Sunday, January 31, 2010

Why has global warming paused? Water vapor may be the answer


A decline in stratospheric water vapor between 2000 and 2009 followed an apparent increase between 1980 and 2000, a team of scientists has found. That finding may have implications for global warming.


A decade-long plateau in global warming appears to have occurred in large part because the stratosphere – the layer of atmosphere that few but airliners enter – got drier.

That’s an explanation by a team of atmospheric scientists from the United States and Germany. They’ve studied trends in stratospheric water vapor over the past 30 years and calculated the effects of those trends on temperatures.

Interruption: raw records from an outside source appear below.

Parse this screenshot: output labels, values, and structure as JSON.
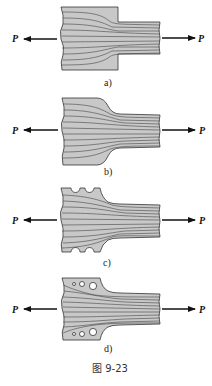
{
  "figure": {
    "caption": "图 9-23",
    "force_label": "P",
    "panels": [
      {
        "id": "a",
        "label": "a)",
        "description": "Abrupt step change in cross-section"
      },
      {
        "id": "b",
        "label": "b)",
        "description": "Gradual filleted transition"
      },
      {
        "id": "c",
        "label": "c)",
        "description": "Filleted transition with relief notches"
      },
      {
        "id": "d",
        "label": "d)",
        "description": "Filleted transition with relief holes"
      }
    ]
  },
  "colors": {
    "plate_fill": "#c8c8c8",
    "outline": "#333333",
    "arrow": "#111111"
  }
}
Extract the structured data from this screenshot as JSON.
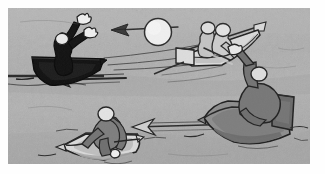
{
  "scene": {
    "title": "Four rowboats on gray water passing a ball",
    "medium": "hand-drawn cartoon illustration, pencil / wash on textured paper",
    "canvas": {
      "width": 325,
      "height": 174,
      "frame_x": 8,
      "frame_y": 8,
      "frame_width": 302,
      "frame_height": 156
    },
    "palette": {
      "paper": "#fdfdfd",
      "water_light": "#b4b4b4",
      "water_mid": "#a8a8a8",
      "water_dark": "#9b9b9b",
      "ink": "#2b2b2b",
      "ink_soft": "#4a4a4a",
      "dark_silhouette": "#151515",
      "mid_gray_fill": "#6f6f6f",
      "boat_gray_fill": "#8a8a8a",
      "light_fill": "#dadada",
      "highlight_white": "#f2f2f2"
    },
    "description": "A textured gray water field fills the framed panel. Four small rowboats sit at different depths. Motion arrows and wake lines show a pale ball being thrown leftward across the scene."
  },
  "elements": {
    "boat_dark": {
      "name": "dark boat, upper left",
      "hull_tone": "dark_silhouette",
      "figure": "dark silhouette figure with pale round head and two pale raised hands, arms thrown up",
      "pose": "both arms raised overhead, leaning back",
      "wake": "horizontal dark water line running left off frame"
    },
    "boat_white_upper": {
      "name": "pale boat, upper right",
      "hull_tone": "light_fill",
      "figure": "two pale gray figures seated close together, front one bent forward",
      "pose": "rowing / leaning forward over the gunwale",
      "oar": "long pale oar angled up-right past the bow"
    },
    "boat_gray_right": {
      "name": "gray boat, right",
      "hull_tone": "boat_gray_fill",
      "figure": "mid-gray figure with pale head, one arm stretched up and back",
      "pose": "arm extended upward gripping a pole, pale mitten hand",
      "detail": "darker seat / transom block at the stern"
    },
    "boat_white_lower": {
      "name": "pale boat, lower left",
      "hull_tone": "light_fill",
      "figure": "mid-gray figure with pale round head hunched forward, pale hand on the oar",
      "pose": "hunched over the oars, pulling",
      "wake": "long arrowed wake trailing to the right"
    },
    "ball": {
      "name": "pale ball in flight",
      "tone": "highlight_white",
      "position": "upper middle of the panel, above the water line"
    },
    "arrows": [
      {
        "id": "arrow-top",
        "direction": "left",
        "note": "flight path of the ball toward upper left"
      },
      {
        "id": "arrow-mid",
        "direction": "left",
        "note": "motion toward the dark boat"
      },
      {
        "id": "arrow-lower",
        "direction": "left",
        "note": "motion toward the lower pale boat"
      }
    ]
  }
}
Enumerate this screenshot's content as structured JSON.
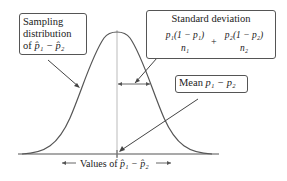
{
  "diagram": {
    "type": "normal-curve-annotation",
    "sampling_label_line1": "Sampling",
    "sampling_label_line2": "distribution",
    "sampling_label_line3_prefix": "of ",
    "sampling_label_line3_math": "p̂₁ − p̂₂",
    "sd_title": "Standard deviation",
    "sd_frac1_num": "p₁(1 − p₁)",
    "sd_frac1_den": "n₁",
    "sd_plus": "+",
    "sd_frac2_num": "p₂(1 − p₂)",
    "sd_frac2_den": "n₂",
    "mean_label": "Mean",
    "mean_math": "p₁ − p₂",
    "x_axis_label_prefix": "Values of",
    "x_axis_label_math": "p̂₁ − p̂₂",
    "colors": {
      "curve": "#555555",
      "axis": "#555555",
      "center_line": "#bbbbbb",
      "box_border": "#555555"
    }
  }
}
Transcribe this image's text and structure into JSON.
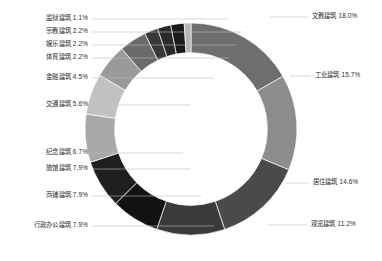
{
  "chart_data": {
    "type": "pie",
    "variant": "donut",
    "title": "",
    "subtitle": "",
    "xlabel": "",
    "ylabel": "",
    "legend_position": "callout-labels",
    "grid": false,
    "units": "percent",
    "total": 100.0,
    "inner_radius_ratio": 0.72,
    "start_angle_deg": -90,
    "direction": "clockwise",
    "categories": [
      "文教建筑",
      "工业建筑",
      "居住建筑",
      "观览建筑",
      "行政办公建筑",
      "商铺建筑",
      "旅馆建筑",
      "纪念建筑",
      "交通建筑",
      "金融建筑",
      "体育建筑",
      "娱乐建筑",
      "宗教建筑",
      "监狱建筑"
    ],
    "values": [
      18.0,
      15.7,
      14.6,
      11.2,
      7.9,
      7.9,
      7.9,
      6.7,
      5.6,
      4.5,
      2.2,
      2.2,
      2.2,
      1.1
    ],
    "colors": [
      "#6e6e6e",
      "#8c8c8c",
      "#4a4a4a",
      "#3a3a3a",
      "#121212",
      "#1f1f1f",
      "#a8a8a8",
      "#c2c2c2",
      "#9a9a9a",
      "#6a6a6a",
      "#383838",
      "#2a2a2a",
      "#1a1a1a",
      "#b5b5b5"
    ]
  },
  "labels": [
    {
      "text": "监狱建筑 1.1%",
      "category": "监狱建筑",
      "value": 1.1,
      "side": "left",
      "x": 88,
      "y": 22
    },
    {
      "text": "宗教建筑 2.2%",
      "category": "宗教建筑",
      "value": 2.2,
      "side": "left",
      "x": 88,
      "y": 35
    },
    {
      "text": "娱乐建筑 2.2%",
      "category": "娱乐建筑",
      "value": 2.2,
      "side": "left",
      "x": 88,
      "y": 48
    },
    {
      "text": "体育建筑 2.2%",
      "category": "体育建筑",
      "value": 2.2,
      "side": "left",
      "x": 88,
      "y": 61
    },
    {
      "text": "金融建筑 4.5%",
      "category": "金融建筑",
      "value": 4.5,
      "side": "left",
      "x": 88,
      "y": 81
    },
    {
      "text": "交通建筑 5.6%",
      "category": "交通建筑",
      "value": 5.6,
      "side": "left",
      "x": 88,
      "y": 108
    },
    {
      "text": "纪念建筑 6.7%",
      "category": "纪念建筑",
      "value": 6.7,
      "side": "left",
      "x": 88,
      "y": 156
    },
    {
      "text": "旅馆建筑 7.9%",
      "category": "旅馆建筑",
      "value": 7.9,
      "side": "left",
      "x": 88,
      "y": 172
    },
    {
      "text": "商铺建筑 7.9%",
      "category": "商铺建筑",
      "value": 7.9,
      "side": "left",
      "x": 88,
      "y": 199
    },
    {
      "text": "行政办公建筑 7.9%",
      "category": "行政办公建筑",
      "value": 7.9,
      "side": "left",
      "x": 88,
      "y": 229
    },
    {
      "text": "文教建筑 18.0%",
      "category": "文教建筑",
      "value": 18.0,
      "side": "right",
      "x": 312,
      "y": 20
    },
    {
      "text": "工业建筑 15.7%",
      "category": "工业建筑",
      "value": 15.7,
      "side": "right",
      "x": 315,
      "y": 79
    },
    {
      "text": "居住建筑 14.6%",
      "category": "居住建筑",
      "value": 14.6,
      "side": "right",
      "x": 313,
      "y": 186
    },
    {
      "text": "观览建筑 11.2%",
      "category": "观览建筑",
      "value": 11.2,
      "side": "right",
      "x": 311,
      "y": 228
    }
  ],
  "leaders": [
    {
      "name": "leader-prison",
      "x1": 92,
      "y1": 19,
      "x2": 228,
      "y2": 19
    },
    {
      "name": "leader-religion",
      "x1": 92,
      "y1": 32,
      "x2": 242,
      "y2": 32
    },
    {
      "name": "leader-entertain",
      "x1": 92,
      "y1": 45,
      "x2": 236,
      "y2": 45
    },
    {
      "name": "leader-sports",
      "x1": 92,
      "y1": 58,
      "x2": 229,
      "y2": 58
    },
    {
      "name": "leader-finance",
      "x1": 92,
      "y1": 78,
      "x2": 214,
      "y2": 78
    },
    {
      "name": "leader-transport",
      "x1": 92,
      "y1": 105,
      "x2": 190,
      "y2": 105
    },
    {
      "name": "leader-memorial",
      "x1": 92,
      "y1": 153,
      "x2": 183,
      "y2": 153
    },
    {
      "name": "leader-hotel",
      "x1": 92,
      "y1": 169,
      "x2": 190,
      "y2": 169
    },
    {
      "name": "leader-shop",
      "x1": 92,
      "y1": 196,
      "x2": 201,
      "y2": 196
    },
    {
      "name": "leader-admin",
      "x1": 92,
      "y1": 226,
      "x2": 214,
      "y2": 226
    },
    {
      "name": "leader-education",
      "x1": 270,
      "y1": 17,
      "x2": 308,
      "y2": 17
    },
    {
      "name": "leader-industry",
      "x1": 290,
      "y1": 76,
      "x2": 311,
      "y2": 76
    },
    {
      "name": "leader-residential",
      "x1": 286,
      "y1": 183,
      "x2": 309,
      "y2": 183
    },
    {
      "name": "leader-sightseeing",
      "x1": 268,
      "y1": 225,
      "x2": 307,
      "y2": 225
    }
  ]
}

A decline in stratospheric water vapor between 2000 and 2009 followed an apparent increase between 1980 and 2000, according to balloon and satellite measurements that the team used. The decline slowed the long-term growth in global average temperatures by some 25 percent, compared with the warming one could expect from rising concentrations of greenhouse gases alone, the team estimates.

"There's not a lot of water in the stratosphere. It's extremely dry," says Susan Solomon, an atmospheric scientist at the National Oceanic and Atmospheric Administration's Earth System Research Laboratory in Boulder, Colo., who led the team. "But it packs a wallop" in terms of its climatic effects, she says.

Other factors probably played a role as well in the temperature plateau, the team acknowledges.

Another contributor could have been sulfate aerosols from the rising number of coal-fired power plants in China, point out researchers such as Drew Shindell, with the National Aeronautics and Space Administration’s Goddard Institute for Space Studies (GISS) in New York.

The complete article in the Christian Science Monitor is here.